A genuine piece of the early printed age: the Imago Mortis (“Dance of Death”) woodcut from the 1493 Nuremberg Chronicle, produced in the Nuremberg workshop of Michel Wolgemut and Wilhelm Pleydenwurff — the same workshop where the young Albrecht Dürer trained. Five skeletons rise in a macabre dance: one of the defining memento mori images of the late medieval world.
Each print is made to order as an archival giclée. Choose your paper: a heavyweight 285 gsm textured fine-art stock (our Museum weight) or a lighter 200 gsm matte (Studio) — in sizes from roughly 28×23 cm to 61×46 cm (shown in inches at checkout). And because we’re a Dublin framing studio first, you can bring your print into the workshop to have it mounted and framed by hand, with 10% off a bespoke frame.
A genuine piece of the early printed age: the Imago Mortis (“Dance of Death”) woodcut from the 1493 Nuremberg Chronicle, produced in the Nuremberg workshop of Michel Wolgemut and Wilhelm Pleydenwurff — the same workshop where the young Albrecht Dürer trained. Five skeletons rise in a macabre dance: one of the defining memento mori images of the late medieval world.

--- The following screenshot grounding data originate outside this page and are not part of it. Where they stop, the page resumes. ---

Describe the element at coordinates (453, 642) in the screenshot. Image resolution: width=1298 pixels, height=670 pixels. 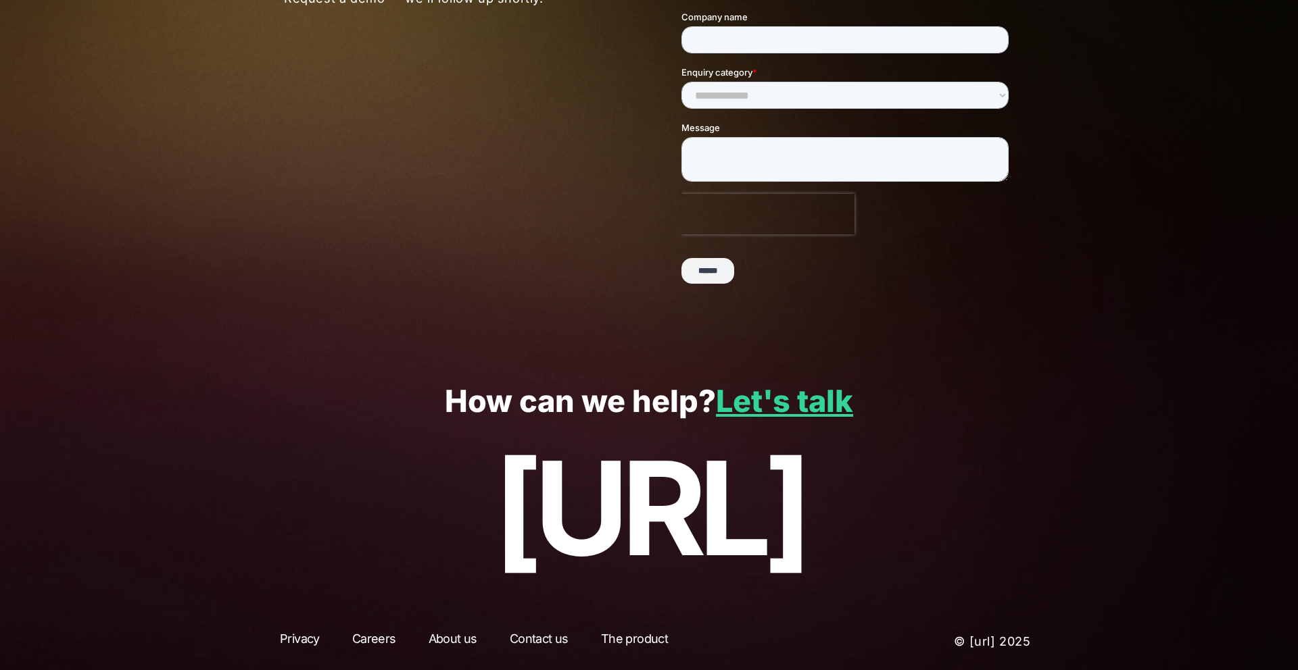
I see `a: About us` at that location.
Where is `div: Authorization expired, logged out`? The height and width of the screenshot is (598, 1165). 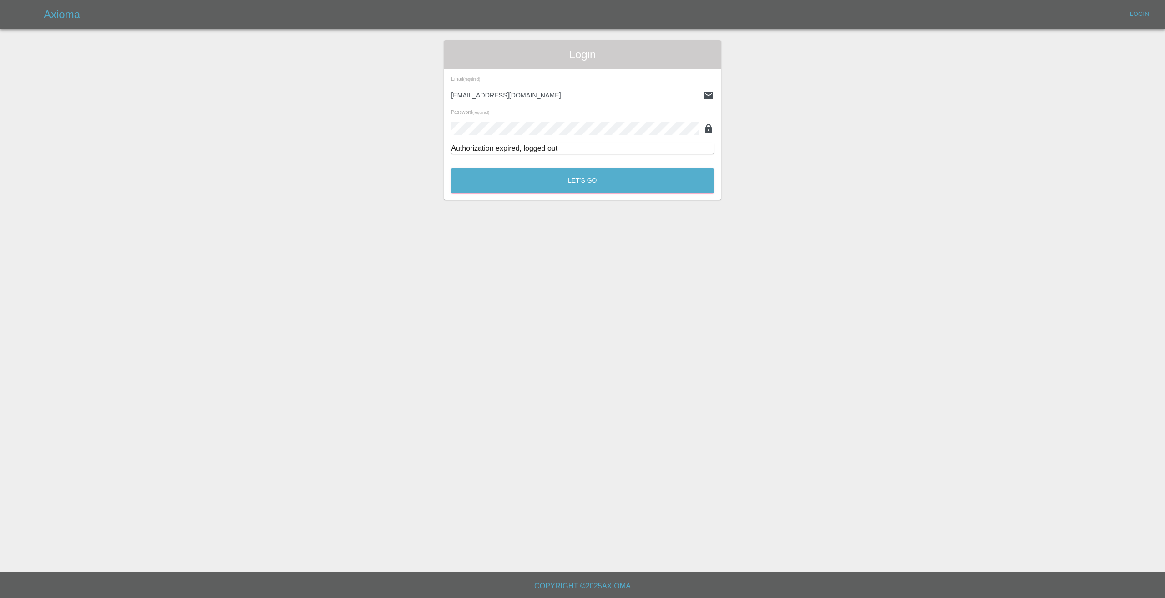 div: Authorization expired, logged out is located at coordinates (583, 148).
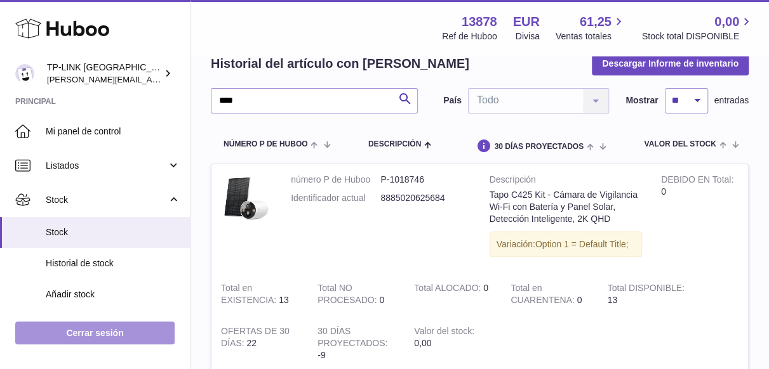  What do you see at coordinates (106, 166) in the screenshot?
I see `span: Listados` at bounding box center [106, 166].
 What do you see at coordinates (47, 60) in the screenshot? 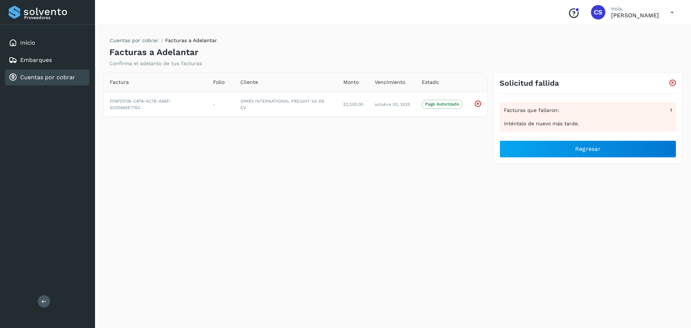
I see `div: Embarques` at bounding box center [47, 60].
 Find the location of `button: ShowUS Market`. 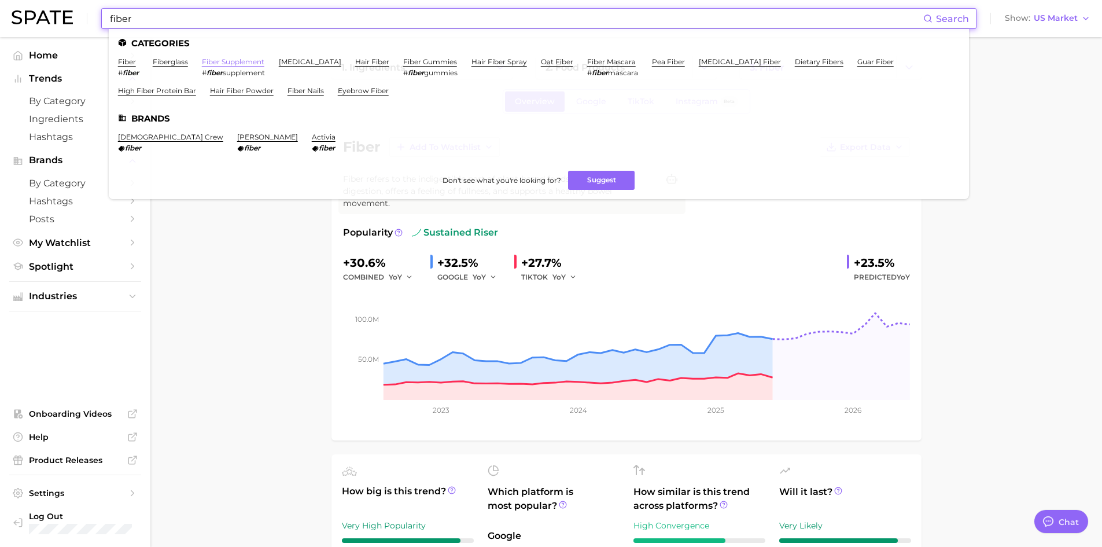

button: ShowUS Market is located at coordinates (1047, 19).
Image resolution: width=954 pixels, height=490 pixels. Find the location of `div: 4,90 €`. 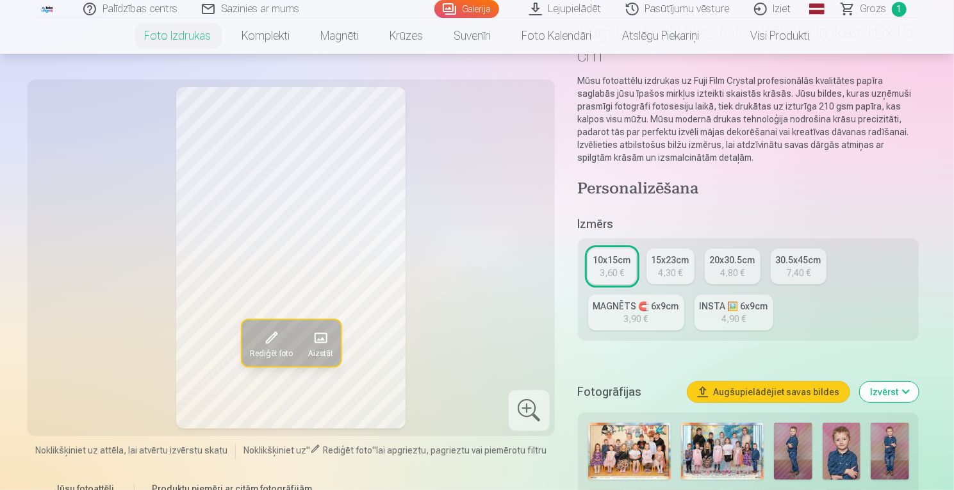

div: 4,90 € is located at coordinates (733, 319).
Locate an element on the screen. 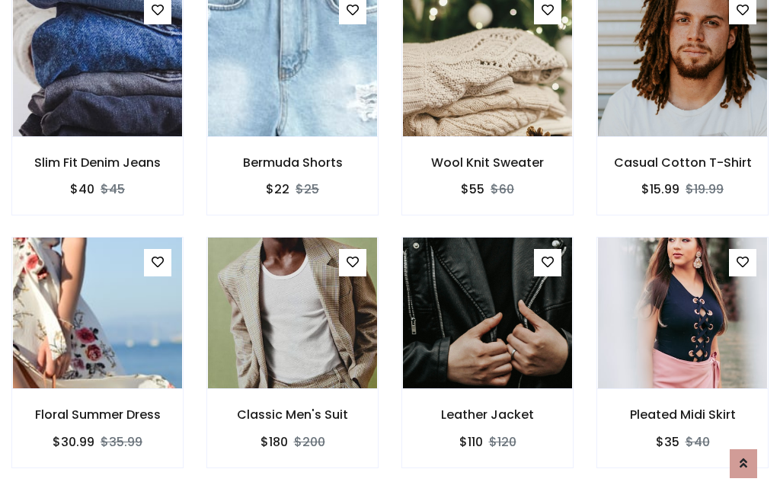 The width and height of the screenshot is (780, 501). h6: Pleated Midi Skirt is located at coordinates (683, 415).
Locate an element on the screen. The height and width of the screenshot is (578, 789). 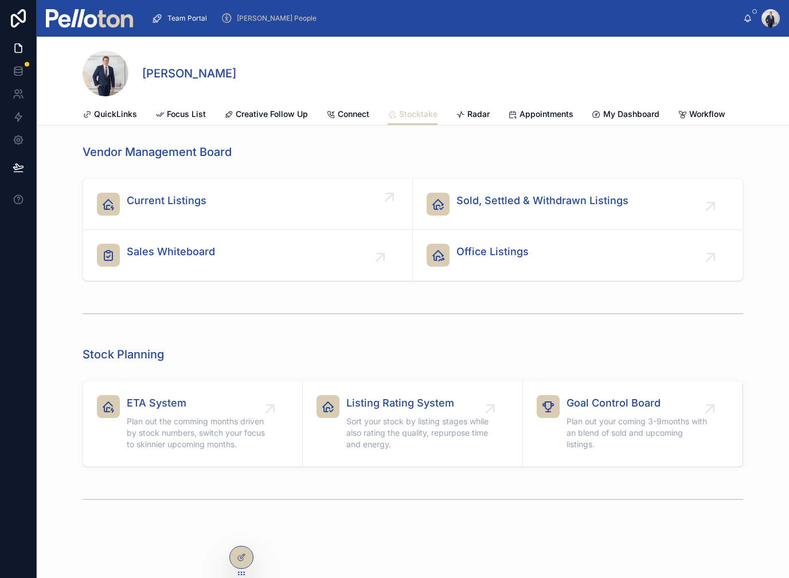
a: Connect is located at coordinates (347, 115).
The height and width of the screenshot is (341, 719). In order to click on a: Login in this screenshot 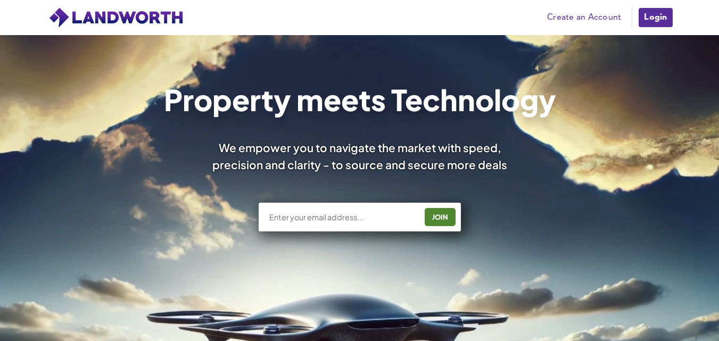, I will do `click(655, 18)`.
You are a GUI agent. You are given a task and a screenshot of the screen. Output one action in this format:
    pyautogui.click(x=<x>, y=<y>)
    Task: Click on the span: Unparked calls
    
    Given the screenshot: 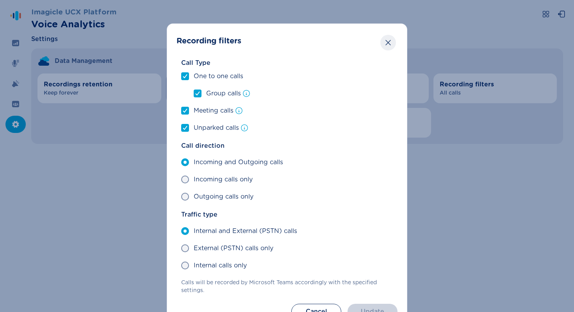 What is the action you would take?
    pyautogui.click(x=216, y=128)
    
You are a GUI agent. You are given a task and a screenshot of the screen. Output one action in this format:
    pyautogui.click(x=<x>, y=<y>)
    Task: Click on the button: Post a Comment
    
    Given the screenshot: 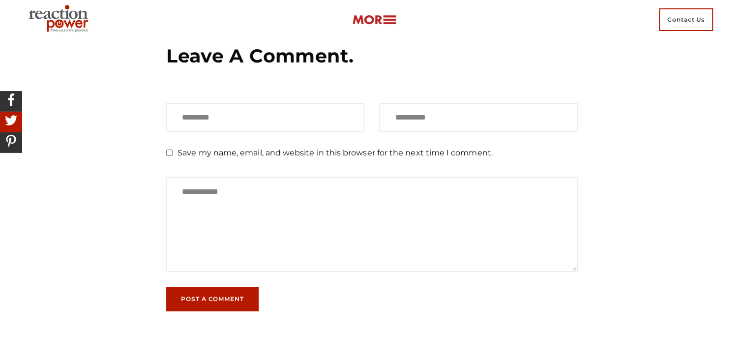 What is the action you would take?
    pyautogui.click(x=212, y=299)
    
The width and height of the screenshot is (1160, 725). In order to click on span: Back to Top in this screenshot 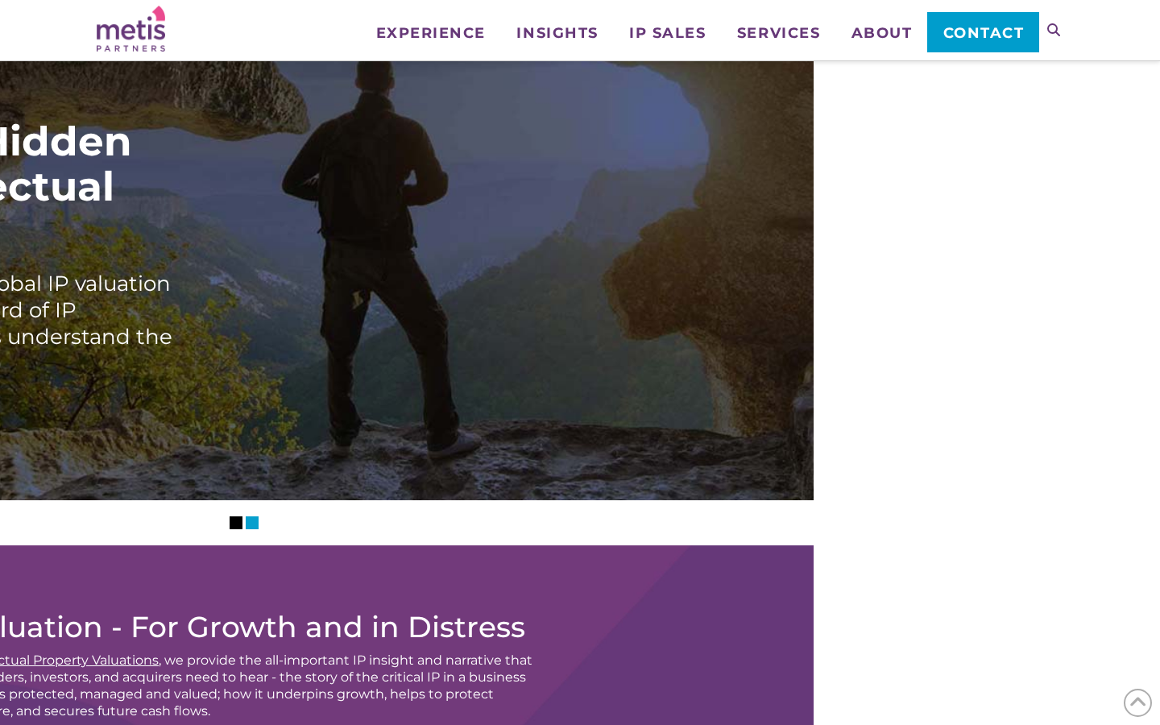, I will do `click(1137, 702)`.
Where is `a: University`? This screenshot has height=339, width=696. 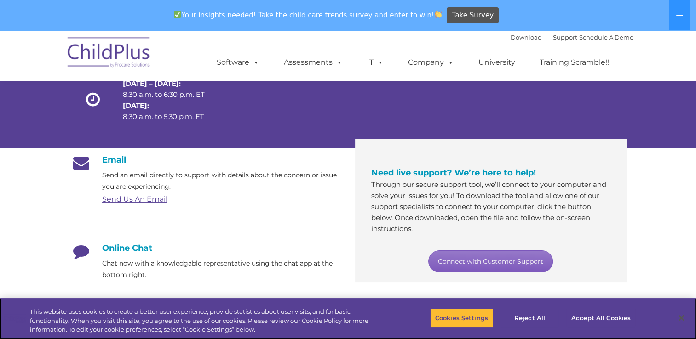 a: University is located at coordinates (497, 63).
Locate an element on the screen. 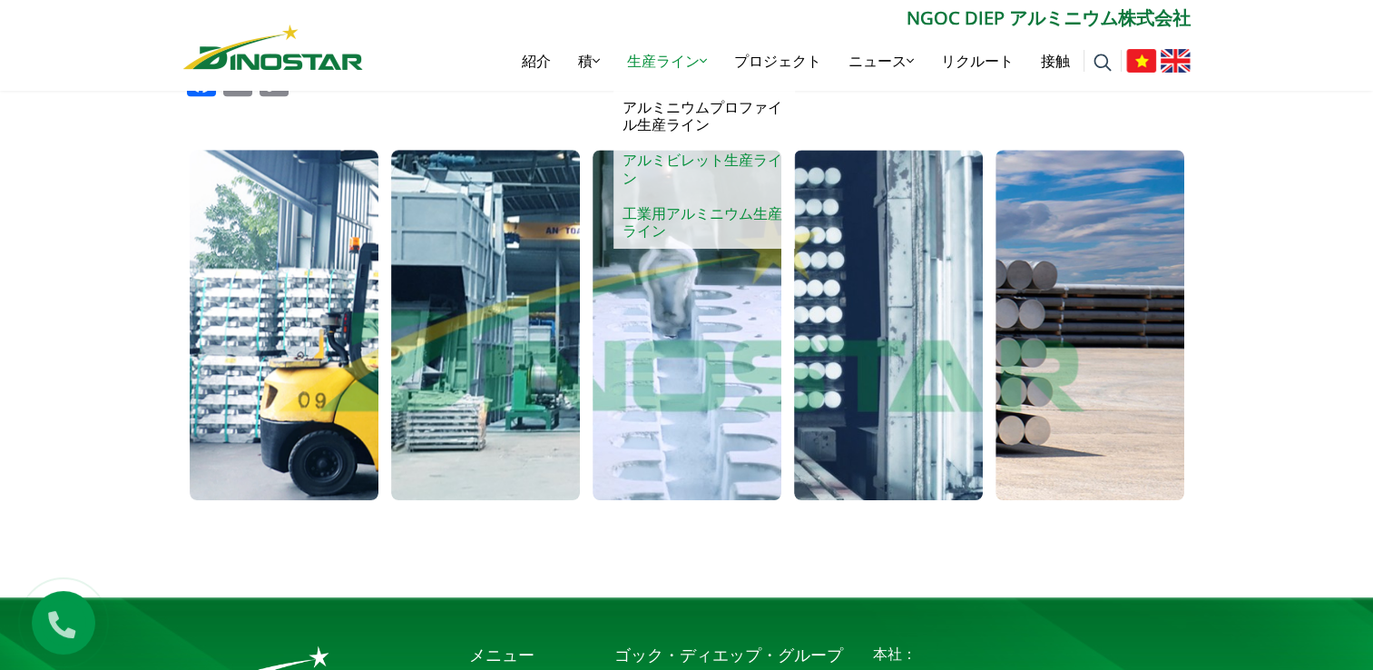 The width and height of the screenshot is (1373, 670). font: 積 is located at coordinates (585, 61).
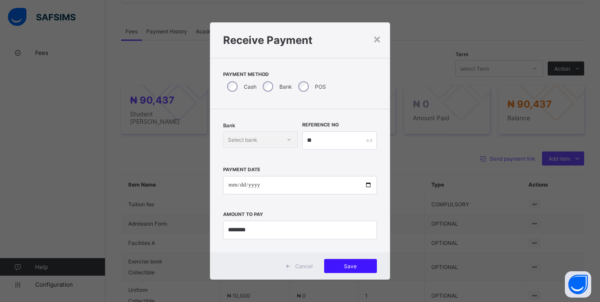 Image resolution: width=600 pixels, height=302 pixels. I want to click on span: Payment Method, so click(300, 74).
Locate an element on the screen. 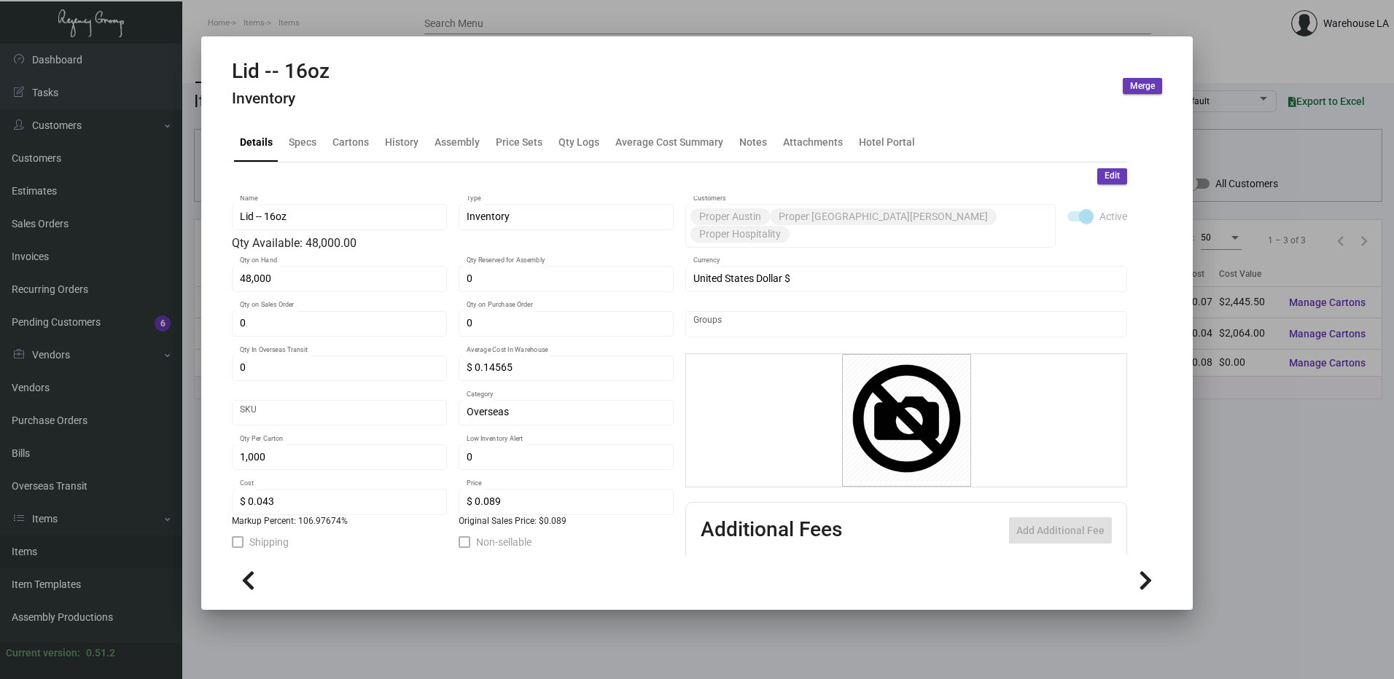 This screenshot has height=679, width=1394. mat-chip: Proper Hospitality is located at coordinates (740, 234).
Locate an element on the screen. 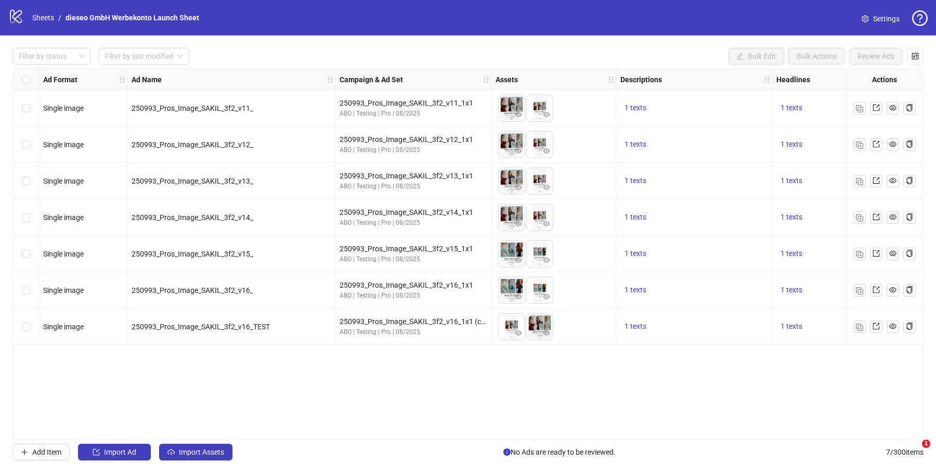 This screenshot has width=936, height=475. span: Settings is located at coordinates (886, 19).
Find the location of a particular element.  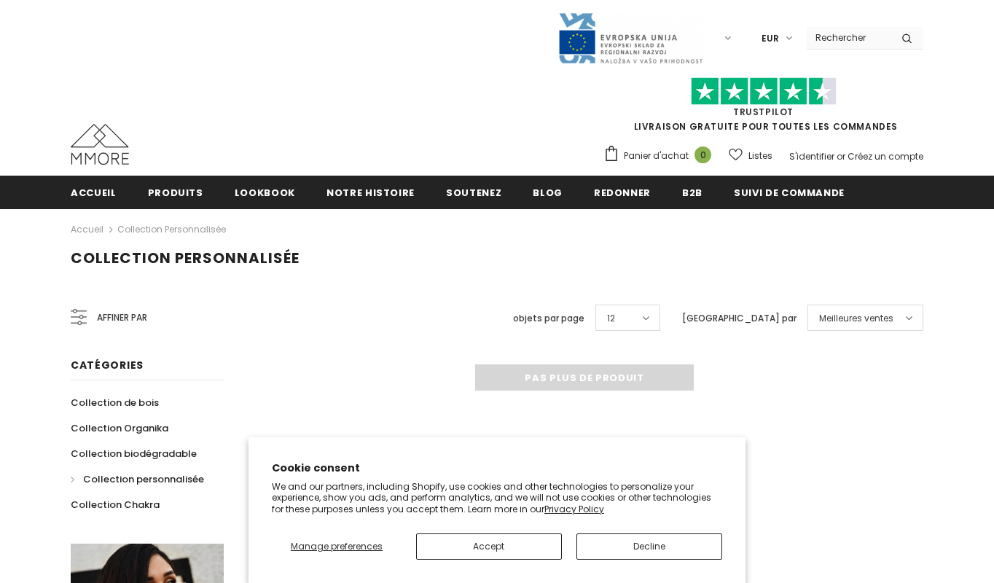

Each print is made to order as an archival giclée. Choose your paper: a heavyweight 285 gsm textured fine-art stock (our Museum weight) or a lighter 200 gsm matte (Studio) — in sizes from roughly 28×23 cm to 61×46 cm (shown in inches at checkout). And because we’re a Dublin framing studio first, you can bring your print into the workshop to have it mounted and framed by hand, with 10% off a bespoke frame.